In all my years, I have never before had to defend myself on this particular charge!
In early November one of my blog readers charged me with being a peculiar kind of backsliding traditionalist:
You've become a "traditionalist"! That's right, a "Spirit-of-the-Council Traditionalist"! … nostalgic and reactionary, bewailing the impending loss of their venerable patrimony of almost five decades…I think what you are really mourning is the inevitable death of the Spirit of the Council. Hence your nostalgia.
On its surface, this charge is silly enough to be ignored. But on second thought, I realized it might provide the opportunity for some more substantive reflections on the term “traditionalist.” What, after all, does this really mean?
Am I, after all, a “traditionalist”?
Yes I am, if “traditionalist” equals an outlook that embraces Roman Catholic tradition at its core and attempts to persuade other Catholics of its meaning and value--especially in the face of widespread popular illiteracy about tradition on the part of many Catholics.
Any “tradition” is, of course, a human living reality: the process by which each generation shapes its legacy for its children by guarding some things their own parents left them, changing other things, dropping some things altogether, and adding some things of their own. This enables a human family--or a family of faith --to build a developing wisdom and richness based on present experience, the clarity of hindsight into the past, and the need to meet future challenges which the past never knew. Certainly 100 generations of Catholicism have produced a version of Christianity vastly different, and more developed, than the version known by the 1st, or the 10th, or even the 50th generation of Christians.
Built into tradition, however, is a risk: in passing from one generation to another, something essential may be lost, or its meaning distorted. This may even disturb the core of the tradition--the basic foundations that support the entire, developing structure. It then falls to the “traditionalists” to retrieve such essential core elements and restore them to their place as pillars of the tradition.
This in turn requires reviewing many elements of our Catholic heritage to correct serious misconceptions, often rooted in generations of bad education.
What are some examples of such review, retrieval, and restoration in the last 50 years? Let me cite some examples that have been especially important to me during my own lifetime. [These examples can be found in the full-text version, available on request]…
The simple fact is that my grandparents would not recognize today’s Catholic Church, mostly because, in its teachings and practices, it has restored the core of our tradition to its rightful place, often after generations of misplaced priorities, misconceived beliefs, and even distorted teachings.
If “traditionalist” means anyone happy with this historic transformation, and distressed that too many Catholics, despite these advances, still cling to a distorted version of Catholic tradition, then yes, I am a “Traditionalist”—and proud of it.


• _TASK BRIEF_: Search the records below for the string "Desarrollador", and report each line that contains it.

• _RECORDS SHOWN_:
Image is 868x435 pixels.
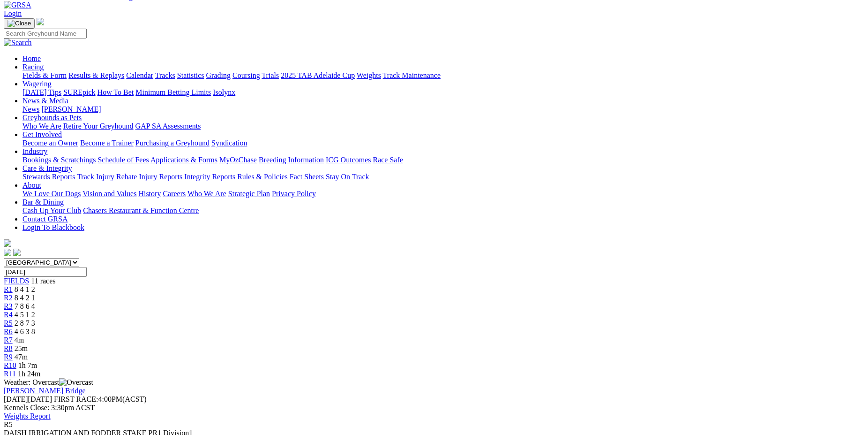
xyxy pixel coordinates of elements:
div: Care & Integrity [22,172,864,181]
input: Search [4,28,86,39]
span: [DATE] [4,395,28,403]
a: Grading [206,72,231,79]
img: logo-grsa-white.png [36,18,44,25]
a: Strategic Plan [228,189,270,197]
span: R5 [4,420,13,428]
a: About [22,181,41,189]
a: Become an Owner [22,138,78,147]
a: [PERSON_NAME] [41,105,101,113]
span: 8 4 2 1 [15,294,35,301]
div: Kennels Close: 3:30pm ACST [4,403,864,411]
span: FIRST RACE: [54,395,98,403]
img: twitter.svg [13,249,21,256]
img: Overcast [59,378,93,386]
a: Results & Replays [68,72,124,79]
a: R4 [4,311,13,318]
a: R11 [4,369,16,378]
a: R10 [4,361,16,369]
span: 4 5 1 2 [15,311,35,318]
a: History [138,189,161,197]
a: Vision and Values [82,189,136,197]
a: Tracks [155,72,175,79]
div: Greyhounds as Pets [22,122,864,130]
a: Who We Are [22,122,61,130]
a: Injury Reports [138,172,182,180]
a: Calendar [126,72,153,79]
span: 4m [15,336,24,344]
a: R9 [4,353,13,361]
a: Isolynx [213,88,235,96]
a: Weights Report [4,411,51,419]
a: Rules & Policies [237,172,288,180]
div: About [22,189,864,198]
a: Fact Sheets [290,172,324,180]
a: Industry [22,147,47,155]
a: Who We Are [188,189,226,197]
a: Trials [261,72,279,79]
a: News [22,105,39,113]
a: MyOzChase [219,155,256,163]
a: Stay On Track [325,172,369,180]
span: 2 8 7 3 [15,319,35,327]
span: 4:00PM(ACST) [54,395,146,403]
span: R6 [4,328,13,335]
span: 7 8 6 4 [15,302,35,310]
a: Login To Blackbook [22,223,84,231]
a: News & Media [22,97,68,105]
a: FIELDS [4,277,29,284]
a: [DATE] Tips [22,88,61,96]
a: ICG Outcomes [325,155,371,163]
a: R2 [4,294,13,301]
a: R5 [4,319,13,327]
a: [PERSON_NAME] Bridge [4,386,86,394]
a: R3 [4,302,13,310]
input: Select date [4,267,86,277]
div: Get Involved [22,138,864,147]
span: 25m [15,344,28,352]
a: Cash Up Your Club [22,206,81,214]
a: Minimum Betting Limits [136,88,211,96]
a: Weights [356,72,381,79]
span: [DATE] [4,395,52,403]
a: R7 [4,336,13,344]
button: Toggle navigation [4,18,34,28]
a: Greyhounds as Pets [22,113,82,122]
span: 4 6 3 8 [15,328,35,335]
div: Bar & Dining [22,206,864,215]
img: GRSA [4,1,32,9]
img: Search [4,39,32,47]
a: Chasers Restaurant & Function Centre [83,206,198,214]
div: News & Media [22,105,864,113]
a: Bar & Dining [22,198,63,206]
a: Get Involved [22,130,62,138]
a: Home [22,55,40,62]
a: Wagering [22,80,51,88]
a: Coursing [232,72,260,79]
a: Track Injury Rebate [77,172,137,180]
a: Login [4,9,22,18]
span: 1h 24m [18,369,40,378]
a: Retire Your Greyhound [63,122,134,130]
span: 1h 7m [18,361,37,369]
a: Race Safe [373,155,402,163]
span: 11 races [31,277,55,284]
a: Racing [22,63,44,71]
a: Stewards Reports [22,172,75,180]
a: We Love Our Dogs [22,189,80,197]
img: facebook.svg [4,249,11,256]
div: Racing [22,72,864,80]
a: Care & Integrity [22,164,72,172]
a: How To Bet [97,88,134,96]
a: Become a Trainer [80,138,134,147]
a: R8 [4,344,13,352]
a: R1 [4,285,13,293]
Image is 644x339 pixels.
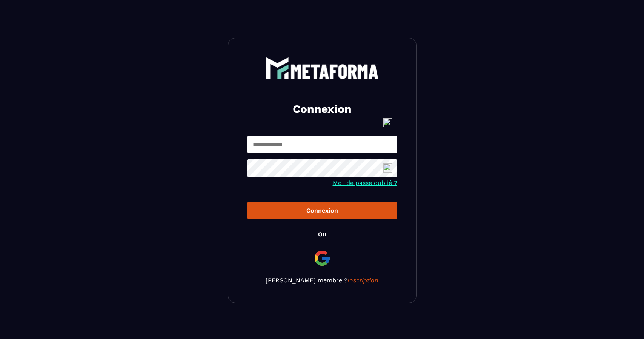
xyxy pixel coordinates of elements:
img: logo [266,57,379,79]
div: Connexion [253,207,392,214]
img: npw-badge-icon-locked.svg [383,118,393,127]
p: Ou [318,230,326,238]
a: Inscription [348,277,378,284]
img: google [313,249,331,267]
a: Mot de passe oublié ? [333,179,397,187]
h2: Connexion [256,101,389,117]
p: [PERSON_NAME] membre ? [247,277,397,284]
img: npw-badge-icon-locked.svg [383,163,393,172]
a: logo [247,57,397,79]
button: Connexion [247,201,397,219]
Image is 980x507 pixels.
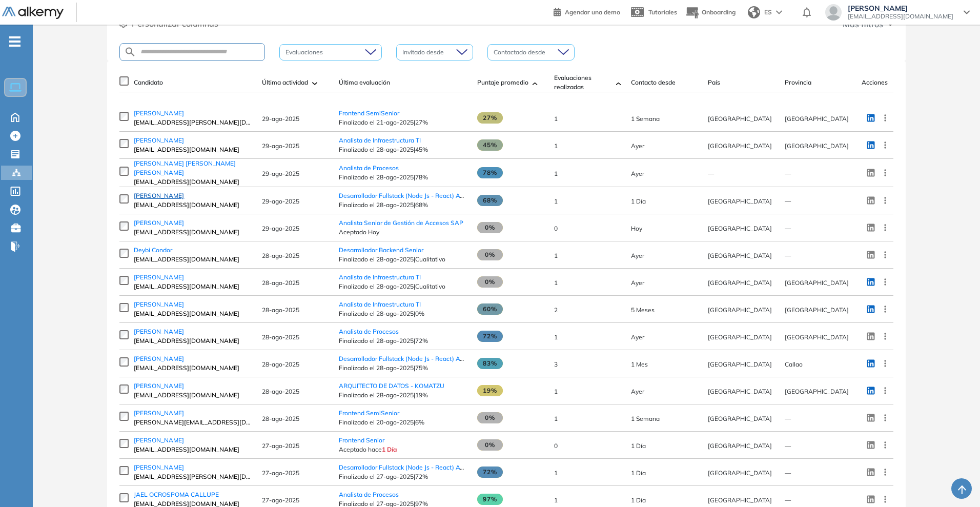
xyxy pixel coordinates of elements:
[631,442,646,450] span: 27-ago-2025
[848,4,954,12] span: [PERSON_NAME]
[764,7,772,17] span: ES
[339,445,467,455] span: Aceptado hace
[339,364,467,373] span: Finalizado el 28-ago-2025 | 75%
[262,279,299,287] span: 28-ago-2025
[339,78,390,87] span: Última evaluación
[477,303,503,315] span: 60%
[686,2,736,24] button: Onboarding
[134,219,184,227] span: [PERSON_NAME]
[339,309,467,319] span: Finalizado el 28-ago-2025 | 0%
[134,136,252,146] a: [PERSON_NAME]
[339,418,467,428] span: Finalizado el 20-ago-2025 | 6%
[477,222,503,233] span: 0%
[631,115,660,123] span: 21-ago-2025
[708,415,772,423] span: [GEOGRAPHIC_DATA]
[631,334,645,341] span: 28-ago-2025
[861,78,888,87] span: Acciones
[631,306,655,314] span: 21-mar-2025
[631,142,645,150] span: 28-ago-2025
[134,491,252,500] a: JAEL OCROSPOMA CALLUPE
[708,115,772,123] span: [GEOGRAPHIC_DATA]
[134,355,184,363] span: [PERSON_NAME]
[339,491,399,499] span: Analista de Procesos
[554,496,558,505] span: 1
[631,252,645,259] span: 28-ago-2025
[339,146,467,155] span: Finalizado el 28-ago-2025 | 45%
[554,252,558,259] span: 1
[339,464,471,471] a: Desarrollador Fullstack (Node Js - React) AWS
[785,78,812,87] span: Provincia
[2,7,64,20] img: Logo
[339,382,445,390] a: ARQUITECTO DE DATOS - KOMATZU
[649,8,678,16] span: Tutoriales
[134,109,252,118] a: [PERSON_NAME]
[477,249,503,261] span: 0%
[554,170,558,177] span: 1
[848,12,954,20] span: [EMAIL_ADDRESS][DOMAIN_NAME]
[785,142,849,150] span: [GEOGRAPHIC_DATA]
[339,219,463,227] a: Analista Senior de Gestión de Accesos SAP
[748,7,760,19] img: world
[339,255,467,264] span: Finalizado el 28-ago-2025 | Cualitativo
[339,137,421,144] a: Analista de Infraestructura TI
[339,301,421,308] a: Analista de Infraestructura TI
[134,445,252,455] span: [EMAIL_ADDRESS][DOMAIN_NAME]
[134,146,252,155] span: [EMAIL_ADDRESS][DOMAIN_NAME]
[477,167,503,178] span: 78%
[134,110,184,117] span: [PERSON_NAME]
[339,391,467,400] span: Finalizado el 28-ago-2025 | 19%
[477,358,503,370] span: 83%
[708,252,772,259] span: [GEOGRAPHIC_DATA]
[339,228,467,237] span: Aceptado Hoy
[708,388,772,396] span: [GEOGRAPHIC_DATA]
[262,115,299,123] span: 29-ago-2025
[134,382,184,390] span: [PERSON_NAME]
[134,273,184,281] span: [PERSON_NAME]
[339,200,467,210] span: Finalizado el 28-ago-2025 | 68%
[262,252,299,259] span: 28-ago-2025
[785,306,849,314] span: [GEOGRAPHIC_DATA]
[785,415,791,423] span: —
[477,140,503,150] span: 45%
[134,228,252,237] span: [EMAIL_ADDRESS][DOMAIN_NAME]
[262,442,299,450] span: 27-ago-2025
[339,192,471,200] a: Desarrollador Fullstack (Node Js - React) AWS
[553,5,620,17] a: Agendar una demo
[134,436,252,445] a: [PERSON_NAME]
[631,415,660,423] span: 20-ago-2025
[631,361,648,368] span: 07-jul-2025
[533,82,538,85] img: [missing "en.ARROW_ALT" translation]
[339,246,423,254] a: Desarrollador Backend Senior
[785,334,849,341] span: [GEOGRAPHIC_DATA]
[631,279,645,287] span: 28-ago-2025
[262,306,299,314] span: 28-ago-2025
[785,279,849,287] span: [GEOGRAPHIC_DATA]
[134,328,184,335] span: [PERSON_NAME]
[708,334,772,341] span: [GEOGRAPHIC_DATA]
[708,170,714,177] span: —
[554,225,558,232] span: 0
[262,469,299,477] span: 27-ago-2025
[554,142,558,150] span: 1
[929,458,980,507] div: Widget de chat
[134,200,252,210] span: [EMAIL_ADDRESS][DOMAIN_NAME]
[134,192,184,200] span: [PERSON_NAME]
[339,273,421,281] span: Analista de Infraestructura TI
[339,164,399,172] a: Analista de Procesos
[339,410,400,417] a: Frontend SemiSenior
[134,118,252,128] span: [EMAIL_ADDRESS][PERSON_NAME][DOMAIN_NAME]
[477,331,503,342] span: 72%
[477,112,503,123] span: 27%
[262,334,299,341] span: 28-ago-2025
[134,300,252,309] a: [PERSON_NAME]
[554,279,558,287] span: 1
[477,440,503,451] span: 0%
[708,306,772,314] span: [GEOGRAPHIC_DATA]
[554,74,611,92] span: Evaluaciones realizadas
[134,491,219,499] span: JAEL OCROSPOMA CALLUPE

• _WRITTEN RESPONSE_:
[339,464,471,471] a: Desarrollador Fullstack (Node Js - React) AWS
[339,192,471,200] a: Desarrollador Fullstack (Node Js - React) AWS
[339,246,423,254] a: Desarrollador Backend Senior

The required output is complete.